Changing a runtime-scoped setting marks the app service for redeploy. Changing a build-scoped setting marks it for rebuild.

Configs

Services can define configs that represent configuration files or config payloads overridden at stack or app level.

Unlike settings, configs are intended for larger or file-based configuration changes rather than a single value exposed through an environment variable.

Service configs are defined under the configs section in a service template.

Config names must follow the general Kubernetes name rules, because Wodby may use them in generated ConfigMap names.

Each service config uses exactly one delivery mode:

  • helm: Wodby sends the resolved config content into a Helm value. Use this when the chart creates and mounts the ConfigMap or Secret itself.
  • filepath: Wodby creates a ConfigMap and mounts the file into the container at the specified path.
  • filename: Wodby creates a ConfigMap entry but does not mount it. Use this when the chart expects an existing ConfigMap name and handles the mount on its own.

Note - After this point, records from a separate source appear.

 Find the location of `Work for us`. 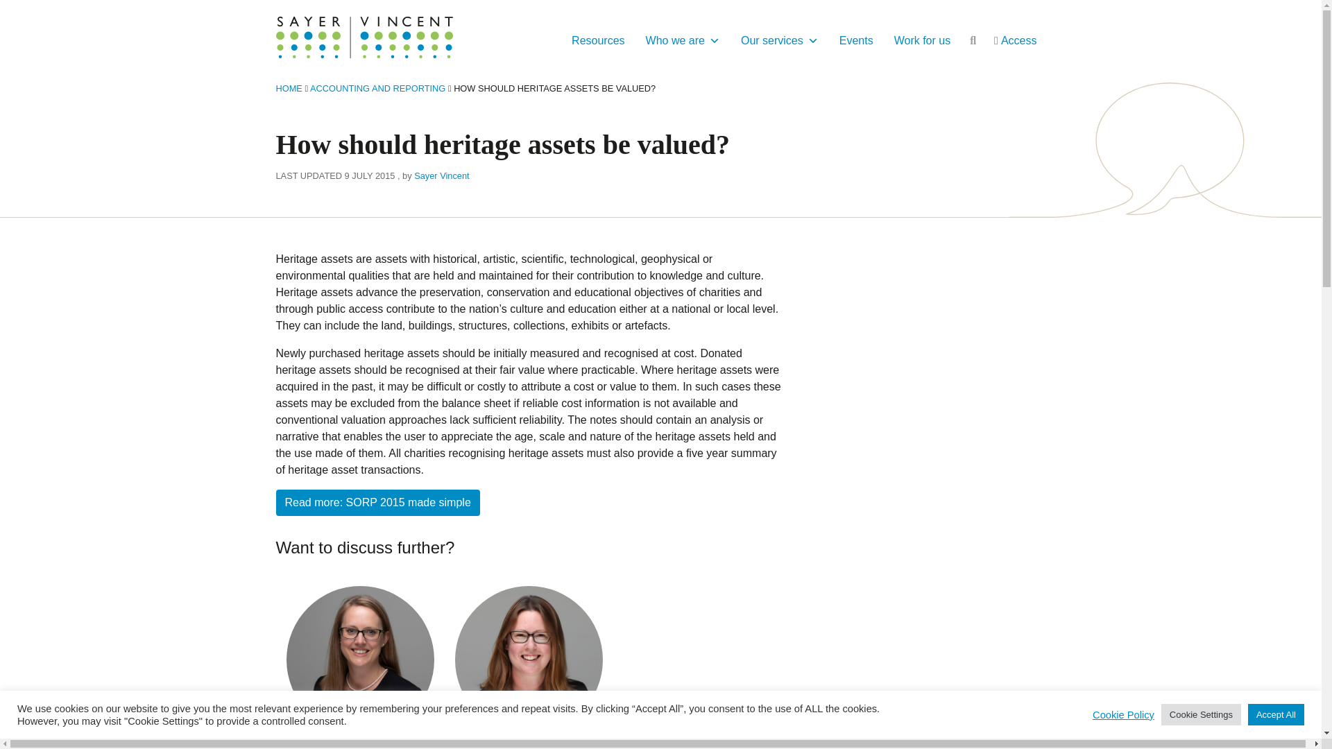

Work for us is located at coordinates (922, 40).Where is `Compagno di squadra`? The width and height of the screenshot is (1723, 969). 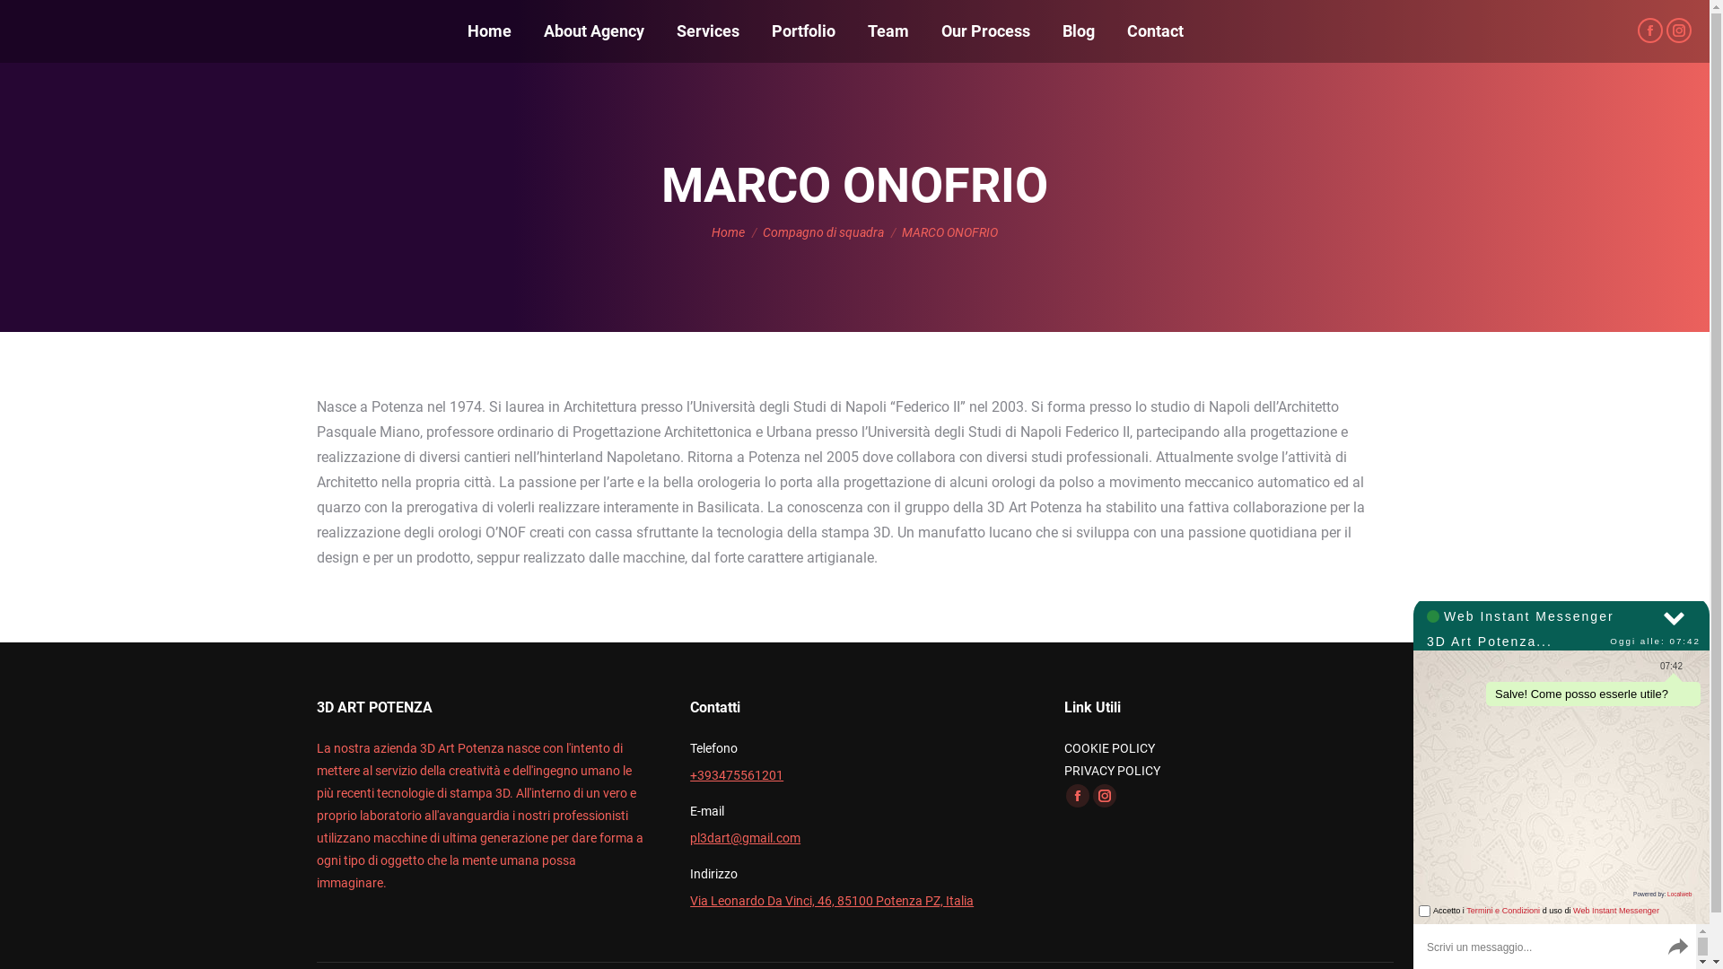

config can contain the file content inline or point to a file in the service repository.

If processTokens: true is set, Wodby resolves supported template tokens inside the effective config content before it is passed to Helm or written into the generated ConfigMap. See app tokens for the public built-in token list. Leave it disabled for configs that use their own {{ ... }} template syntax literally.

Stack and app overrides replace the config content or disable the config. They do not change the delivery mode defined by the service template.

Volumes

A service volume represents persistent storage used by a service.

Volumes can optionally be shared with other services. In that case, the volume must reference a link, and the linked service provides the distributed persistent storage, for example through NFS, Rook, or Longhorn.

Service volumes can define a default size, which can then be overridden at the stack or app level.

When Wodby mounts a service volume directly, the volume must define path as the absolute mount path. This applies to shared volumes and volumes that reuse storage from a linked service with from. Helm-managed volumes that are not mounted directly by Wodby do not need path.

Service volumes are defined under the volumes section in a service template.

Tokens

Service tokens are named text values defined by a service.

They can either:

  • have a fixed value
  • use a regular expression to generate a random secret value when the app is created or updated

Service tokens can be referenced from environment variables and other generated configuration.

Stacks can override service tokens. A stack-wide token overrides a service-defined token with the same name and environment type, and a stack-service token overrides both for that specific stack service.

Built-in runtime tokens are documented in app tokens, because they resolve in app-service context and can be used from service, stack, and app configuration.

Service tokens are defined under the tokens section in a service template.

Annotations

Services can define annotations that Wodby adds to Kubernetes resources when the underlying Helm chart supports extra annotations.

Service annotations are defined under the annotations section in a service template.

Annotations are Kubernetes resource metadata. They are not the same as app endpoint route settings. Use route settings for HTTP routing behavior such as HTTPS redirects, no-index headers, request body size, session affinity, and path rewrites.

Certificates

Service certificates are self-signed certificates defined in service templates, not endpoint TLS certificates for application routes. For managed endpoint certificates and organization-wide certificate inventory, see App endpoints.

Services can define self-signed certificates that are generated and then mounted into Kubernetes resources through Helm.

Service certificates are defined under the certs section in a service template.

Integrations

Services can declare which Wodby integrations they support or require.

A common example is a mail service that connects to a third-party SMTP provider. External services can also use integrations to connect to managed cloud services.

Service integrations are defined under the integrations section in a service template.